KU officials optimistic about NCI designation

Kansas University leaders are optimistic their long quest for National Cancer Institute designation will be successful, but they are still awaiting word from one final panel that meets next week.

Cancer center applications are judged on a score from reviewers from the NCI but also must be approved by the National Cancer Advisory Board. Roy Jensen, director of the KU Cancer Center, said KU wouldn’t receive official word until after that board meets on Monday and Tuesday.

“We are cautiously optimistic based on our score, but considering the difficult federal funding environment, we won’t know their decision regarding the funding of a new center until the final vote,” Jensen wrote in an email. “There is nothing certain until then.”

KU applied for the designation in September, after working for seven years and investing more than $350 million toward the effort. At the time, university officials said the effort had already created 1,123 jobs and contributed $453 million to the region’s economy.

“Obtaining NCI designation would dramatically enhance the KU Cancer Center’s ability to discover, develop and deliver innovative treatments to patients in our state and region,” said U.S. Sen. Jerry Moran, a KU alumnus who attended a February site visit during the review process. “I commend the teams at the KU Cancer Center, KU Medical Center, KU Hospital and other partners for their pursuit of this exclusive designation, and I am hopeful we will receive good news after the president’s National Cancer Advisory Board meets next week.”

The designation would mean more federal research dollars and the high-paying jobs that come with them. Cancer patients would have access to clinical trials open only to patients at NCI-designated centers. The designation also would be a mark of prestige and respect for KU and its research team.

George Weiner, director of the University of Iowa’s Holden Comprehensive Cancer Center, served as the chairman of an external advisory board that helped KU throughout its application process. NCI reviewers on Feb. 22 visited the KU Medical Center campus in Kansas City, Kan. A parent committee later reviewed and scored KU’s application.

The final decision, Weiner said, hinges on the funding decisions made by the National Cancer Advisory Board. The presidentially appointed group of physicians, researchers and other leaders is scheduled to meet on Monday and Tuesday in Bethesda, Md. The board’s review of grant applications, including those for cancer center designation, takes place in closed session, said Brooke Hardison, a spokeswoman for the National Cancer Institute.

While the first steps in the process judge the grant application on its merits, the board that meets next week typically looks at funding priorities, Weiner said. It makes decisions depending on the amount of funding the National Institutes of Health has to distribute not only to new cancer centers but grants the NIH offers in other areas, he said. While “the odds look very good” for KU’s application, he said, the decision rests with the advisory board.

“The University of Kansas did extremely well on the first two steps of the process,” Weiner said. “It’s looking very good so far.”

The KU Cancer Center has spent millions on recruiting top-level talent to add to its research faculty to help it attain enough federal funding to achieve designation.

“The KU Cancer Center is poised to deliver results that will significantly impact cancer research, drive economic development in our state now and well into the future and, most importantly, offer hope to thousands of patients in Kansas and across our country,” Moran said.

The designation would mark the end of a long journey for KU. Former Chancellor Robert Hemenway made pursuit of NCI designation the university’s top research priority in 2005, and the effort has remained a top priority ever since.

Leaders at KU have said if they achieve NCI designation they would begin working right away on the next goal: becoming designated as a comprehensive cancer center. That’s an additional designation from the NCI that is the highest designation that an academic cancer center can receive.

The effort also has been a top priority for KU donors. A fundraising council in Kansas City helped generate $62 million for the cause, and more money has been contributed since the group concluded its work before the university applied for designation in September, including a $10.5 million gift from the Hall Family Foundation in February.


# EXERCISE INSTRUCTIONS
Begin at the line with "Crop the region containing human arm." and return each line through the final one of the listing below, exactly as written.

# RECORDS TO PROCESS
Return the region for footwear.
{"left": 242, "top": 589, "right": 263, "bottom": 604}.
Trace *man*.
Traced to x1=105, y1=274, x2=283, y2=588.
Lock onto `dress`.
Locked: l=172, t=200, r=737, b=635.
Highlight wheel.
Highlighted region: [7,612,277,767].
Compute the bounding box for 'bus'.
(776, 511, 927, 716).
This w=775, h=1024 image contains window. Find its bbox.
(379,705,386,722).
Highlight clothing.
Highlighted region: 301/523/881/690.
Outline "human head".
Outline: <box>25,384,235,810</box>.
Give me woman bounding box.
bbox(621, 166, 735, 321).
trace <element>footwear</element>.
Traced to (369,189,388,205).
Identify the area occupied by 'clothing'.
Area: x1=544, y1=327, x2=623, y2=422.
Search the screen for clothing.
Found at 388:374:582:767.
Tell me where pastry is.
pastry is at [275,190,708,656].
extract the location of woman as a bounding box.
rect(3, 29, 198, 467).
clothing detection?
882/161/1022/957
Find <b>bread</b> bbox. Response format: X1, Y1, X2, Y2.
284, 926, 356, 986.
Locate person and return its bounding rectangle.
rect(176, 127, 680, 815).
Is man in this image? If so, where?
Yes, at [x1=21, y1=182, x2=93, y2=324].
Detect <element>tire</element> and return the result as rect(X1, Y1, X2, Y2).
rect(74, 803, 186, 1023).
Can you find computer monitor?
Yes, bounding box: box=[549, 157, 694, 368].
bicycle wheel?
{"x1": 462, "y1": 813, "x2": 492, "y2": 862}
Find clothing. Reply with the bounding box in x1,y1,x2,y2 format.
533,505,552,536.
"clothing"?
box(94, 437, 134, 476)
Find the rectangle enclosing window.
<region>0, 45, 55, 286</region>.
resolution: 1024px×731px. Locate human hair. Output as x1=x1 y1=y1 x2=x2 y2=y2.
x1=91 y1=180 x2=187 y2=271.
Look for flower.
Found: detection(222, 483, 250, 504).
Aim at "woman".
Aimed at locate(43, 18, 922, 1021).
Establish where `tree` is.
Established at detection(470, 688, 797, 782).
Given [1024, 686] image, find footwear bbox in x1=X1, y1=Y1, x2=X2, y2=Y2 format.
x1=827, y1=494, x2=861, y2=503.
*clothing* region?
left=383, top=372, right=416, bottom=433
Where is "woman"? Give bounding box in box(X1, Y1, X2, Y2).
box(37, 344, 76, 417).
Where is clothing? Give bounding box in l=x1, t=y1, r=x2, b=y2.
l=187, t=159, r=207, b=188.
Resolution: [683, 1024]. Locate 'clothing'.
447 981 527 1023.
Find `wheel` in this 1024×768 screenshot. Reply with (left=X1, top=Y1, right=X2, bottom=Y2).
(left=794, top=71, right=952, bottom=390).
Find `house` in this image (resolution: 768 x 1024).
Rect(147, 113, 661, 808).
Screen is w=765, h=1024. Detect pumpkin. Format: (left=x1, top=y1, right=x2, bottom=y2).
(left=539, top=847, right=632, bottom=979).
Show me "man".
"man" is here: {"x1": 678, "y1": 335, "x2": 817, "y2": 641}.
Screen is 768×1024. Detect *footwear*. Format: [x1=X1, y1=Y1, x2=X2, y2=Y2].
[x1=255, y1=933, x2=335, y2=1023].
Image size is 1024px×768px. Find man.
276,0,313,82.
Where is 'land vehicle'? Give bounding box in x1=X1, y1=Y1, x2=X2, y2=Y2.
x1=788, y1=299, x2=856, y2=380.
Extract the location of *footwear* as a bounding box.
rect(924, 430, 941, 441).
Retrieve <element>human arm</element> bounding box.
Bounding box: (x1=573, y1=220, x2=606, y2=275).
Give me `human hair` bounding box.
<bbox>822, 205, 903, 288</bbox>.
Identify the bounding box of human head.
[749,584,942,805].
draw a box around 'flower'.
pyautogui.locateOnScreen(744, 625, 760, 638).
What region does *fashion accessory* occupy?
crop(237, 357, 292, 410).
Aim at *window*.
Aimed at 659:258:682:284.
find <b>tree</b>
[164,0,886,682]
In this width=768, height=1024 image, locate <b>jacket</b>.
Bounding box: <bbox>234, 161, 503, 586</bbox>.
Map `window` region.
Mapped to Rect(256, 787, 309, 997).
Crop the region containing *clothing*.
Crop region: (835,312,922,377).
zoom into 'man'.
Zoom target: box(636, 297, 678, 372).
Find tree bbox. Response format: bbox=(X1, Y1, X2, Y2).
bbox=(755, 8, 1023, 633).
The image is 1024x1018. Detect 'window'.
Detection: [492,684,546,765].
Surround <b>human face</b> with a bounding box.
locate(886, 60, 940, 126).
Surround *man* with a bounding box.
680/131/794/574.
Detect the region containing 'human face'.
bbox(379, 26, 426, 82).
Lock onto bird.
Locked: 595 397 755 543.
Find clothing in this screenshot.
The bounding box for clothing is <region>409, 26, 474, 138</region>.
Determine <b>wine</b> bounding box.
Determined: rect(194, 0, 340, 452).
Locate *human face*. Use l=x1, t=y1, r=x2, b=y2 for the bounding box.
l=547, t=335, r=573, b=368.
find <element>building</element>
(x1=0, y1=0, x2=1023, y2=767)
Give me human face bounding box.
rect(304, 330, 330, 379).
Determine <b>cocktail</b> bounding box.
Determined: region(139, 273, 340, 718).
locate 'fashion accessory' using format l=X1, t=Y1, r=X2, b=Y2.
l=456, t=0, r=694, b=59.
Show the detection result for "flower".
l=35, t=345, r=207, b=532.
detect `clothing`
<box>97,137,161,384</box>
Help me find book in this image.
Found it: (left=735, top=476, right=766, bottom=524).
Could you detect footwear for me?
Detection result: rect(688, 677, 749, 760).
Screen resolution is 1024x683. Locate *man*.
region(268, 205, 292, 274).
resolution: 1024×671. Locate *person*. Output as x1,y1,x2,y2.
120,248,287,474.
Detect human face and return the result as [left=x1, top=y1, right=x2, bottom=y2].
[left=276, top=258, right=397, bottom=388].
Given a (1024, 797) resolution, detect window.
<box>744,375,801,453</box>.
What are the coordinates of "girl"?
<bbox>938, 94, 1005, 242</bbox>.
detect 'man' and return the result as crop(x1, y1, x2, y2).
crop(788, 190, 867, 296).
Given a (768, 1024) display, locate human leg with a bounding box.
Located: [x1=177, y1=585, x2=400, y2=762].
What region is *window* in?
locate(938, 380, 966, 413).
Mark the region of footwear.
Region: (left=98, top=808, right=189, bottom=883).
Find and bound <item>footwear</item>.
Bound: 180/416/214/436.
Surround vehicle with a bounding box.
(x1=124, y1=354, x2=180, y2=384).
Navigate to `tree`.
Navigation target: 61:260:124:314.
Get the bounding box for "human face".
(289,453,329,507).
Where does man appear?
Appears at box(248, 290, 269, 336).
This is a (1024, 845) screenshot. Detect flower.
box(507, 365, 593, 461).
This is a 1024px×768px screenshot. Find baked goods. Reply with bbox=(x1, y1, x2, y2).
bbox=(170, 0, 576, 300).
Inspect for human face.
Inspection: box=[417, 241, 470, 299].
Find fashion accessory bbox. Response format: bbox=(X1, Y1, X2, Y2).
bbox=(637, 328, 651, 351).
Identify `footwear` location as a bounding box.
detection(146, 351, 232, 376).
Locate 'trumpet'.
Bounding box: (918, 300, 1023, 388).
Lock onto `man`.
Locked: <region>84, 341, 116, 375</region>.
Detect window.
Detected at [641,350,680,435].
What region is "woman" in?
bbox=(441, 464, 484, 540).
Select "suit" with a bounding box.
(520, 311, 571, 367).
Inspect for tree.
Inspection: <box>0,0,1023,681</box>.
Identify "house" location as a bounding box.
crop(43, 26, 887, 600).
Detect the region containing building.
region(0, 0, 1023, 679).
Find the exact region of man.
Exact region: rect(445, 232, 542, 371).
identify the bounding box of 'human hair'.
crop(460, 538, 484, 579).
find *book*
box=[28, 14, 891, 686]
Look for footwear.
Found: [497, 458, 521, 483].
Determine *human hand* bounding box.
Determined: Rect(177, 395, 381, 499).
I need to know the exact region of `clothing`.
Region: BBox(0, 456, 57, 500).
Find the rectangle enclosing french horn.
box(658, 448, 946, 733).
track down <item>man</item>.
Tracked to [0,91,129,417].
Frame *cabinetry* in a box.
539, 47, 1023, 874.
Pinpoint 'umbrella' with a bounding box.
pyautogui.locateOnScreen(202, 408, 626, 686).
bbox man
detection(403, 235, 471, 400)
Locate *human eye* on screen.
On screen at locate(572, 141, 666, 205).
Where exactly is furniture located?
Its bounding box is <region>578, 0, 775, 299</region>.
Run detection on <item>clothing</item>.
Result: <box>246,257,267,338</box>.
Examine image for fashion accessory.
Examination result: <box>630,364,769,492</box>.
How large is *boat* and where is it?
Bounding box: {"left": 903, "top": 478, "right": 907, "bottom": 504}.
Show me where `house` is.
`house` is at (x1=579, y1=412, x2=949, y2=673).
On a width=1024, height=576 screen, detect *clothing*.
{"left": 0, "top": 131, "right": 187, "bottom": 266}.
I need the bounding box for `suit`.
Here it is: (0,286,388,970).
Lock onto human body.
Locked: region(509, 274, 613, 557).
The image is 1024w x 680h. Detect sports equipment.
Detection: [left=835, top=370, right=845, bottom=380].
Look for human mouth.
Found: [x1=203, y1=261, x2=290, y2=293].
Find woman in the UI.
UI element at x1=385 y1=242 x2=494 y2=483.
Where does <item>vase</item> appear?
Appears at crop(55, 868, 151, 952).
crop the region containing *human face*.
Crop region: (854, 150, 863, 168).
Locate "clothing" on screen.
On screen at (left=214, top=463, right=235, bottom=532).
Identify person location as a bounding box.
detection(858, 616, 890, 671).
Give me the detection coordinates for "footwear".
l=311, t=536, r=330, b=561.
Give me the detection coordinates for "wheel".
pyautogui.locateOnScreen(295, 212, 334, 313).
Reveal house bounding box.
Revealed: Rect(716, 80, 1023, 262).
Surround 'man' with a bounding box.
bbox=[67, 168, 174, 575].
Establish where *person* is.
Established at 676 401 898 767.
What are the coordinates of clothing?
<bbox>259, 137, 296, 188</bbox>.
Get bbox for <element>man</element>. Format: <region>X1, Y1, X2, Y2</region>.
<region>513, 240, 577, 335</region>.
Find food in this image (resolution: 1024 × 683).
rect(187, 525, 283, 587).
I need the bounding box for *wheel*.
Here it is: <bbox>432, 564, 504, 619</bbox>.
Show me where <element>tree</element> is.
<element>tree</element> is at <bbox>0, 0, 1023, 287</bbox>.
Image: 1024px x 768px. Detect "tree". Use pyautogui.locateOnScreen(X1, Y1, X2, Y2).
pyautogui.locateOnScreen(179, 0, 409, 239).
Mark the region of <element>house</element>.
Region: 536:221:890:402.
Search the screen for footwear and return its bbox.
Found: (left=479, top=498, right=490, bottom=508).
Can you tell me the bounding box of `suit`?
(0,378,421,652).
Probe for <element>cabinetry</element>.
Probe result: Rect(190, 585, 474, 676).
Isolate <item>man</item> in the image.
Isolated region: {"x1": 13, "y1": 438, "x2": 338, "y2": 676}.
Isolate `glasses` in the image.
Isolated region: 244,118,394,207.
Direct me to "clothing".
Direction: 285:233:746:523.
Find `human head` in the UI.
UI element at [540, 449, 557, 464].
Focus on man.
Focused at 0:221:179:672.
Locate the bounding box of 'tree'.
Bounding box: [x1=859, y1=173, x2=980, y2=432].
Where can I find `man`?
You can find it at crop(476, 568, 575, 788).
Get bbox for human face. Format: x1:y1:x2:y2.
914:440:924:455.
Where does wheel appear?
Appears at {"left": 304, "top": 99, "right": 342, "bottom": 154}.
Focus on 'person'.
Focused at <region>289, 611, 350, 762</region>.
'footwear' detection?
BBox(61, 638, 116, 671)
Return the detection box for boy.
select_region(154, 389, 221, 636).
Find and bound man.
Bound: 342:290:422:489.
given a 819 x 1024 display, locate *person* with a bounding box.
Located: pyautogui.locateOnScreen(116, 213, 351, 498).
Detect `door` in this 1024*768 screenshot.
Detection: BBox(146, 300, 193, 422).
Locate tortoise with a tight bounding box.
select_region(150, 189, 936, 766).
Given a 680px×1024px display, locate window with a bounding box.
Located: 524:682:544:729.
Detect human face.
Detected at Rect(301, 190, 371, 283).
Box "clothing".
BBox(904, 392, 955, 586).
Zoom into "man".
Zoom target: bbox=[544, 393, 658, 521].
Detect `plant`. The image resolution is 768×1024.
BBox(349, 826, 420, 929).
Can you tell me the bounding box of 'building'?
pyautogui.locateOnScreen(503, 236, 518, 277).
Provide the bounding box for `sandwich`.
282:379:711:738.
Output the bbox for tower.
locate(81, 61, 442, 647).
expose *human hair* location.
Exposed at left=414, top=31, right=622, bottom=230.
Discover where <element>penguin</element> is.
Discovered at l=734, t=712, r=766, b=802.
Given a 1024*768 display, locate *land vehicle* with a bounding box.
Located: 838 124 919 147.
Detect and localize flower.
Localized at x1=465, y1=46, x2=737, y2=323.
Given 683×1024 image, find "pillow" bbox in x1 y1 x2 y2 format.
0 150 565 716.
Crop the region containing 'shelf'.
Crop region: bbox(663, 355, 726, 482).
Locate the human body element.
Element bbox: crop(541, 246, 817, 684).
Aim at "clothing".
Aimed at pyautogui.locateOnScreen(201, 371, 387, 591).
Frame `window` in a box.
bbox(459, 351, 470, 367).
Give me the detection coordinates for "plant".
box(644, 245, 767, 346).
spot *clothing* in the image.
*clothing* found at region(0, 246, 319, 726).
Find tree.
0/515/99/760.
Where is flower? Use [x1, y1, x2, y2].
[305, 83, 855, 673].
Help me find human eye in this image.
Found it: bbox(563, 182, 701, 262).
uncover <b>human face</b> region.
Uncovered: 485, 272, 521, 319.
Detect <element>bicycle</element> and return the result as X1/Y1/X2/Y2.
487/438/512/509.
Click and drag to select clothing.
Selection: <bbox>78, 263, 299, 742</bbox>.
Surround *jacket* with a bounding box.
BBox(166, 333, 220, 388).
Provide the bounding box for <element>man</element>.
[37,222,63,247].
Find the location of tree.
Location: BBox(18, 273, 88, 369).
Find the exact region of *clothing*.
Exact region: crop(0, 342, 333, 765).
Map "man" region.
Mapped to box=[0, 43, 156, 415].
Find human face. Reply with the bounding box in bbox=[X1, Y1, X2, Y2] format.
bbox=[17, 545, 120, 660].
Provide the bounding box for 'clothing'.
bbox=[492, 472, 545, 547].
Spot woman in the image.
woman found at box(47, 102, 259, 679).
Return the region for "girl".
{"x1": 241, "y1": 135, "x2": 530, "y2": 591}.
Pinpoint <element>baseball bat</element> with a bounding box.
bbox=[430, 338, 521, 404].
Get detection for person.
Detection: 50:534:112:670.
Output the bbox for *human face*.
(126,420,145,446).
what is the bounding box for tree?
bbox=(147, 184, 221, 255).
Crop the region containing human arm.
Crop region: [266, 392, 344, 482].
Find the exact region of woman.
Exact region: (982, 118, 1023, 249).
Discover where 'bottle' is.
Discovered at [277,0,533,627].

# EXERCISE ANSWER
Crop the region containing human arm.
Crop region: [266, 392, 344, 482].
Find the exact region of woman.
Exact region: (982, 118, 1023, 249).
Discover where 'bottle' is.
Discovered at [277,0,533,627].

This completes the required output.